Thinking Medieval: Most Scarterrans are carrying a knife
This is part of my "Thinking Medieval" series
In most of medieval Europe, most adults carried a knife with them when they left their homes. Pretty much all the medieval Earth norms with knife-use apply to Scarterra as well.
Knives are not as ubiquitous as hats, but they are pretty ubiquitous.
Execution
Most Scarterrans eat their meals with a knife and a spoon, or they eat with their hands, but only their right hand!. In some parts of Scarterra's southern hemisphere, chopsticks are used. Most spoons are simple pieces of wood carved into a spoon shape by a knife, usually the very knife they are paired with at meal time.
In real world Europe, forks did not become common place at the dinner table until the Renaissance period (and it was usually two-pronged), and the four-pronged fork we know today didn't really become common until the 19th century.
There are always exceptions, but most of the time in Scarterra (and Medieval Europe), if you are invited to dinner at someone else's home, it is standard etiquette to bring your own knife and spoon. This is the standard practice whether you are dining with a family of peasant farmers or were invited into a duke's banquet hall.
This also applies to if you are paying for food and lodging. If you get food from food shops, you are not only expected to bring your knife and spoon, but your own cups and bowls, though many food shops use bread trenchers or hard pie pastries to act as an equivalent to modern disposable "to-go" containers.
In Scarterra, dwarves (who have an abundance of metal and metal workers), like to eat with forks, and those who trade extensively with dwarves often pick up the practice of eating with forks, but most other Scarterrans do not use forks at the dinner table.
Components and tools
At a person's home or business, most Scarterrans have different knives for different jobs, but when traveling it's not reasonable to travel with all of your knives (unless you are a traveling knife merchant).
Relatively well-off probably travel with two knives. One for eating and the other one for everything else.
Poorer people probably only have one knife. They use the same knife for cutting meat, cutting bread, preparing kindling, cleaning their nails, cutting rope, shaving, everything relies on one lovingly maintained all-purpose knife.
A knife is a tool that can easily be used as a weapon, and a dagger is a weapon that can easily be used as a tool. Sometimes the line between what is a knife and what is a dagger is blurry. As long as a person is carrying a dagger openly (as opposed to hiding it in his sleeve), the city guards aren't likely to make a big deal about someone carrying a dagger in public, unless the guards just don't like that person and are looking for any excuse to harass them.
Observance
If a king or queen, count or countess, or high priest or high priestess is having a public audience, basic precautions will be taken to make sure this important person is not stabbed. The guards will politely ask visitors to check their knives (and other potential weapons at the door), and visitors are likely frisked before being allowed entry. Of course they will get their knives back on the way out.
This type of weapons check is only for high status individuals. Most public taverns and market squares don't have a knife check at the entry way. Even if the guards don't let visitors take in swords and axes, they are unlikely to attempt to bar knives from a public space. It is simply not feasible to bar knives from all public areas.
Proportional to their populations, medieval cities had very high murder rates relative to even the most crime-ridden 21st century cities. The high murder rate is due in no small part to the fact that any tavern brawl or rowdy outdoor ball game can potentially turn into a knife fight. This certainly applies to Scarterra.
Eating dinner without a knife
The knives that ancient and Medieval people ate with were usually very sharp. As sharp and pointy as a weaponized dagger. And sometimes, people got stabbed by dinner knives at formal banquets or in taverns. There is a fun Youtube video that covers how chopsticks relate to Confucius and Cardinal Richelieu, but here is the cliff-notes version. The philosopher Confucius disliked people eating with knives and he is said to have endorsed the use of eating with chopsticks in part to avoid sharp knives at the dinner table (around 500 BC). Much later (the 1600s) in history on the other side of the world, Cardinal Richelieu also was against sharp knives at the dinner table and ordered knives to be ground down until they could barely cut anything. There are Scarterrans that endorse eating with chopsticks or blunt knives for the same reasons. Most Scarterrans who are against sharp knives at the dinner table are either Tenders or are otherwise closely affiliated with the Tenders. As of yet, this anti-knife culture has not reached very far outside of Tender controlled temples and bishoprics.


> _Exercise_:
Retype word for word the stretch of entries below from the line that has "Image is 868x490 pixels." through the line that has "Image is 724x422 pixels.", and omit the pictures.

Data about app and page elements
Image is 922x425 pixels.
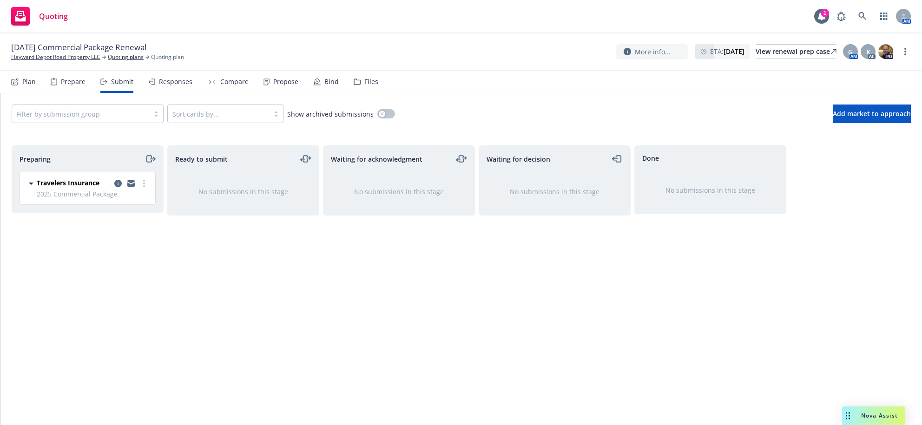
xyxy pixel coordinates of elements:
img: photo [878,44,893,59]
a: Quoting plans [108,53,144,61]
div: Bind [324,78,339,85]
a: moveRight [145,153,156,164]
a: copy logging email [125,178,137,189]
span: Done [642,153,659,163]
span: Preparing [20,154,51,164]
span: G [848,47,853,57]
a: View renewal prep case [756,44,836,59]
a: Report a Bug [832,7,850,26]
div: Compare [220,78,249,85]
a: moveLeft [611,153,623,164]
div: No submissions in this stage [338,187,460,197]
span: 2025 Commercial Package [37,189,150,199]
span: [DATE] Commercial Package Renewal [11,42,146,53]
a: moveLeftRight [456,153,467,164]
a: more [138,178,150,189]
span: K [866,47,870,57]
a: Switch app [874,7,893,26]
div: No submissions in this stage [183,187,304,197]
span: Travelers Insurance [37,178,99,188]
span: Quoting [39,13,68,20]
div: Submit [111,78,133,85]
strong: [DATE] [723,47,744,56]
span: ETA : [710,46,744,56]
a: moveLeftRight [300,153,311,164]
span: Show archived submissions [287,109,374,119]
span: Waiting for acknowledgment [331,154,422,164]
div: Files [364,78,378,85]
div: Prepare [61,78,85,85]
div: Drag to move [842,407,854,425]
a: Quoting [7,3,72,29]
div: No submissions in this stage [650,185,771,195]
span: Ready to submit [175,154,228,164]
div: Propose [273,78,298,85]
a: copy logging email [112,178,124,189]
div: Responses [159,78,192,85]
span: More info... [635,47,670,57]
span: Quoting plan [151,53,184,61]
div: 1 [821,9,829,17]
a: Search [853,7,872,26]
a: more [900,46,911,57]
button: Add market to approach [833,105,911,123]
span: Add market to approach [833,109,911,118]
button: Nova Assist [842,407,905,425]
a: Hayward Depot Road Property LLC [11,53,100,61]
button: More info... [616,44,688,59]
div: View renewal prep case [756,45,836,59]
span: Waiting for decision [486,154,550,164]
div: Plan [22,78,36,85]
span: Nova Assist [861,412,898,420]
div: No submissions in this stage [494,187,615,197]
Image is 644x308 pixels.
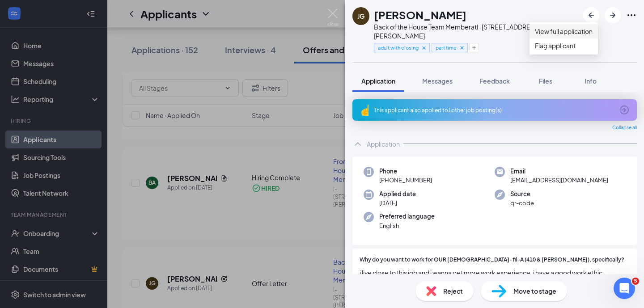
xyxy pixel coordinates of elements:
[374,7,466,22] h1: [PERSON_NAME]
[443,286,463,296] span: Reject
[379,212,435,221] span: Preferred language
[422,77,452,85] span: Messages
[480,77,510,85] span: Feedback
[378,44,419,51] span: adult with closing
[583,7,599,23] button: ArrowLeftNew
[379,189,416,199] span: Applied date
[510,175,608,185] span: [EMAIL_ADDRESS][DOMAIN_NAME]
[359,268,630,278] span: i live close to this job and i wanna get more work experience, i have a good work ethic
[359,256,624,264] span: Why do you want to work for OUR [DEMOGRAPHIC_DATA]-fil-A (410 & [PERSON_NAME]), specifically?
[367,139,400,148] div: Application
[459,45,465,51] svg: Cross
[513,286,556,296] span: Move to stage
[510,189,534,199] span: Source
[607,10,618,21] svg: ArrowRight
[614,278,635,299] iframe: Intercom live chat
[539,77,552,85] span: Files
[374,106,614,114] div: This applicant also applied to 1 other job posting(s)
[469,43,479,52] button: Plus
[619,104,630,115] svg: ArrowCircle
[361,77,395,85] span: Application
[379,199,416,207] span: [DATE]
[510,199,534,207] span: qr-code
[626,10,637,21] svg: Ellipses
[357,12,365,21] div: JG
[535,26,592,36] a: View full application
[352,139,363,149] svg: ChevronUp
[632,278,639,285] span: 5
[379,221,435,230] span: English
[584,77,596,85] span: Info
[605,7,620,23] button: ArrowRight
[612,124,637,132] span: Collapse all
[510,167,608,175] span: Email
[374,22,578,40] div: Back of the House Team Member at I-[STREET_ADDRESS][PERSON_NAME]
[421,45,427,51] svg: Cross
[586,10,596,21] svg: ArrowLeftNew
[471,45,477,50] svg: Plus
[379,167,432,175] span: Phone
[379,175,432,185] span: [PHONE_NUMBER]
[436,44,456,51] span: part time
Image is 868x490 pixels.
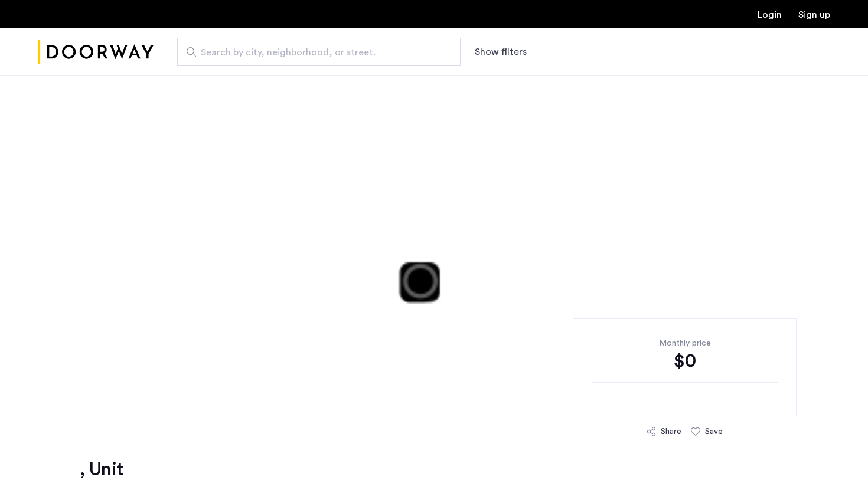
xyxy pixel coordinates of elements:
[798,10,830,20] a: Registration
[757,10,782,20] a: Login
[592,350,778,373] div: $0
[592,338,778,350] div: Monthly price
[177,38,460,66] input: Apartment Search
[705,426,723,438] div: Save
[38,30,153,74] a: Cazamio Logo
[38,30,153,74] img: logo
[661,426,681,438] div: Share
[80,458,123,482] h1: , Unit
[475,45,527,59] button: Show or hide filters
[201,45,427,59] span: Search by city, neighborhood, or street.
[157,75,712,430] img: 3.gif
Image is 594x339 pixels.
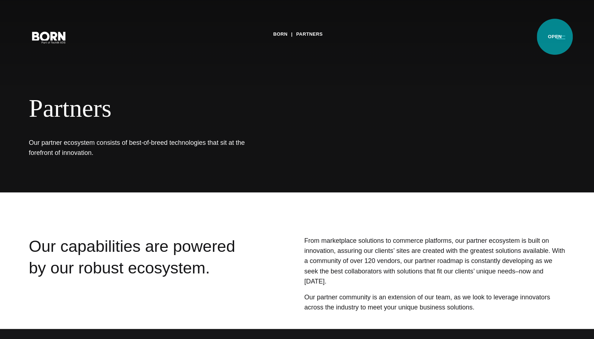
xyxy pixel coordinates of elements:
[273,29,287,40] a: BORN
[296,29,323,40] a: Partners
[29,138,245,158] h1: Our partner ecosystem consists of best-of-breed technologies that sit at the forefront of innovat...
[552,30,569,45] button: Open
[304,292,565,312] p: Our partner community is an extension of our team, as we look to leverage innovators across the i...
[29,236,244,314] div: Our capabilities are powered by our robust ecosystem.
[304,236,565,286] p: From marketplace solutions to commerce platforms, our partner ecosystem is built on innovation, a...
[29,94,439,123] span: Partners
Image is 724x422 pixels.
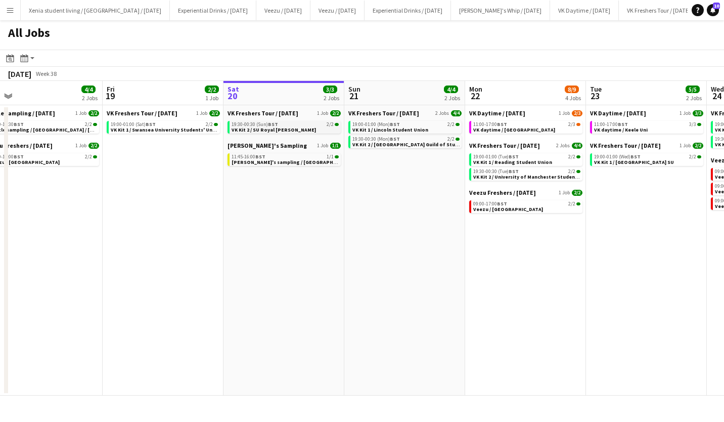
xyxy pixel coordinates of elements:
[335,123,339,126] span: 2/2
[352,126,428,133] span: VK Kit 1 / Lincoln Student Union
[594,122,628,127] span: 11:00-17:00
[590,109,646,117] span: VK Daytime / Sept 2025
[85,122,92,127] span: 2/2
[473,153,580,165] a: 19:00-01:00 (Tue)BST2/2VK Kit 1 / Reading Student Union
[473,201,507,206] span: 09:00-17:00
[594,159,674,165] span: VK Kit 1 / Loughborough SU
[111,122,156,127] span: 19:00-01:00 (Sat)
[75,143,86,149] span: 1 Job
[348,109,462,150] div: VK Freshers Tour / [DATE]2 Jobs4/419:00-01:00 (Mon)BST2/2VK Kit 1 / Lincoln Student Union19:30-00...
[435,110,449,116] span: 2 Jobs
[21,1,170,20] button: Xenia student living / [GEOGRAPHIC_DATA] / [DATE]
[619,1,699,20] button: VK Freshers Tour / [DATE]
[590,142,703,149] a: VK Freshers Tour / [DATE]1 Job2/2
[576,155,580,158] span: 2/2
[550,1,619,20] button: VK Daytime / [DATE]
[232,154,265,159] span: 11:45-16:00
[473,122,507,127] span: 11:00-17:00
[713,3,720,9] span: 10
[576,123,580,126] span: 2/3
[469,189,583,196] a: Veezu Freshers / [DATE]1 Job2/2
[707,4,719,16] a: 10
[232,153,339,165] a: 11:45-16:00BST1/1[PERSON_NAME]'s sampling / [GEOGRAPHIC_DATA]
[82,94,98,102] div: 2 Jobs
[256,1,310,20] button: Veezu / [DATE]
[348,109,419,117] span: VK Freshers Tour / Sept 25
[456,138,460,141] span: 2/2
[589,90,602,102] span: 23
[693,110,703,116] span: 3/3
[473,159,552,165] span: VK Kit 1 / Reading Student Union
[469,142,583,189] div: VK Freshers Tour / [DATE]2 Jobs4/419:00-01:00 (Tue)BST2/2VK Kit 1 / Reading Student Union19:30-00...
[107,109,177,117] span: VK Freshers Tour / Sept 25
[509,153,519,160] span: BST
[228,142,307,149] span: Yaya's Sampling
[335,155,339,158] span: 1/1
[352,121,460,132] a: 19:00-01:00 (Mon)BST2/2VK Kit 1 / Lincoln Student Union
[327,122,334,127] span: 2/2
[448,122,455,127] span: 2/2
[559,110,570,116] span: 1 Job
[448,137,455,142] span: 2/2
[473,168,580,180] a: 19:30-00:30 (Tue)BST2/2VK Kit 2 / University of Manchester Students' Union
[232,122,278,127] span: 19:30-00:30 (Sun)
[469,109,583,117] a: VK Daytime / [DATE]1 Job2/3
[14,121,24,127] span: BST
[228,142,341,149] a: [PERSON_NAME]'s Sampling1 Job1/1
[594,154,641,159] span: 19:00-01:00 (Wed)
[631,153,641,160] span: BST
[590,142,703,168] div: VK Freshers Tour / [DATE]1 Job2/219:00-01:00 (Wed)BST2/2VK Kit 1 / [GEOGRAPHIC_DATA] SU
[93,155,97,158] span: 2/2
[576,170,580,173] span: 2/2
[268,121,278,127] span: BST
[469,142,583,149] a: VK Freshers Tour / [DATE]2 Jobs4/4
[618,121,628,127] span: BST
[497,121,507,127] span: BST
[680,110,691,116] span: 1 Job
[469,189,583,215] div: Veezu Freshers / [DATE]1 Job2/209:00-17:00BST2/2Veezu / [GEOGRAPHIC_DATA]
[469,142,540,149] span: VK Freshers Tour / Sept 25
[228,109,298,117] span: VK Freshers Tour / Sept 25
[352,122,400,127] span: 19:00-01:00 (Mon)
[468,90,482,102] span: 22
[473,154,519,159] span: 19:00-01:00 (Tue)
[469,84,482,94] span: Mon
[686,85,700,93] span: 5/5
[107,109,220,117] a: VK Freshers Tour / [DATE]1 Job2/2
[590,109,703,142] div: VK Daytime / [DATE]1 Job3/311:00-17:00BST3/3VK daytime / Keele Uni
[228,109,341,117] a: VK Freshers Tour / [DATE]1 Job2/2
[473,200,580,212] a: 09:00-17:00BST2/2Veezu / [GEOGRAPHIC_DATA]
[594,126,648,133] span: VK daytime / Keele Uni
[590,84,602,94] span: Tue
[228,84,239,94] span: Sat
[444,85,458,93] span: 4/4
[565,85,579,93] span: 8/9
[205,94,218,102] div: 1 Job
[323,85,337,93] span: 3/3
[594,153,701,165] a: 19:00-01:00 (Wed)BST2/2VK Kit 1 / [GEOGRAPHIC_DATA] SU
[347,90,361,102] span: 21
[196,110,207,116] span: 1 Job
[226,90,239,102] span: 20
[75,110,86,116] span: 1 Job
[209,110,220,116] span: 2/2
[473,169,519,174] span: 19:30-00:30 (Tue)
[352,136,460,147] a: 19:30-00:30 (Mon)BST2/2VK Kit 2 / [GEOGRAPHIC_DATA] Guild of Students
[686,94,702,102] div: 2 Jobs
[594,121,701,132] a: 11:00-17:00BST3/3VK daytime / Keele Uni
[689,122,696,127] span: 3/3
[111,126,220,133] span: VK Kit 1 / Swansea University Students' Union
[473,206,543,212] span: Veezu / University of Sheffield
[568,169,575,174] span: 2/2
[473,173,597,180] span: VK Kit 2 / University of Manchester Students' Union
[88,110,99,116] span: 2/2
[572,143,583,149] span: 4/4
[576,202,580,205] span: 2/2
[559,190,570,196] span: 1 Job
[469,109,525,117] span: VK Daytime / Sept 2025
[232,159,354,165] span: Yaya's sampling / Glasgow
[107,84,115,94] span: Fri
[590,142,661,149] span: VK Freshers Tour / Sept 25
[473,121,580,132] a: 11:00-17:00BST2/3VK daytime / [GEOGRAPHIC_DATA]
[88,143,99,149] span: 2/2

> _Reply_:
Image is 868x490 pixels.
xyxy pixel coordinates of elements:
[798,10,830,20] a: Registration
[757,10,782,20] a: Login
[592,350,778,373] div: $0
[592,338,778,350] div: Monthly price
[177,38,460,66] input: Apartment Search
[705,426,723,438] div: Save
[38,30,153,74] a: Cazamio Logo
[38,30,153,74] img: logo
[661,426,681,438] div: Share
[80,458,123,482] h1: , Unit
[475,45,527,59] button: Show or hide filters
[201,45,427,59] span: Search by city, neighborhood, or street.
[157,75,712,430] img: 3.gif
Image is 594x339 pixels.
xyxy pixel coordinates of elements:
[273,29,287,40] a: BORN
[296,29,323,40] a: Partners
[29,138,245,158] h1: Our partner ecosystem consists of best-of-breed technologies that sit at the forefront of innovat...
[552,30,569,45] button: Open
[304,292,565,312] p: Our partner community is an extension of our team, as we look to leverage innovators across the i...
[29,236,244,314] div: Our capabilities are powered by our robust ecosystem.
[304,236,565,286] p: From marketplace solutions to commerce platforms, our partner ecosystem is built on innovation, a...
[29,94,439,123] span: Partners
Image is 724x422 pixels.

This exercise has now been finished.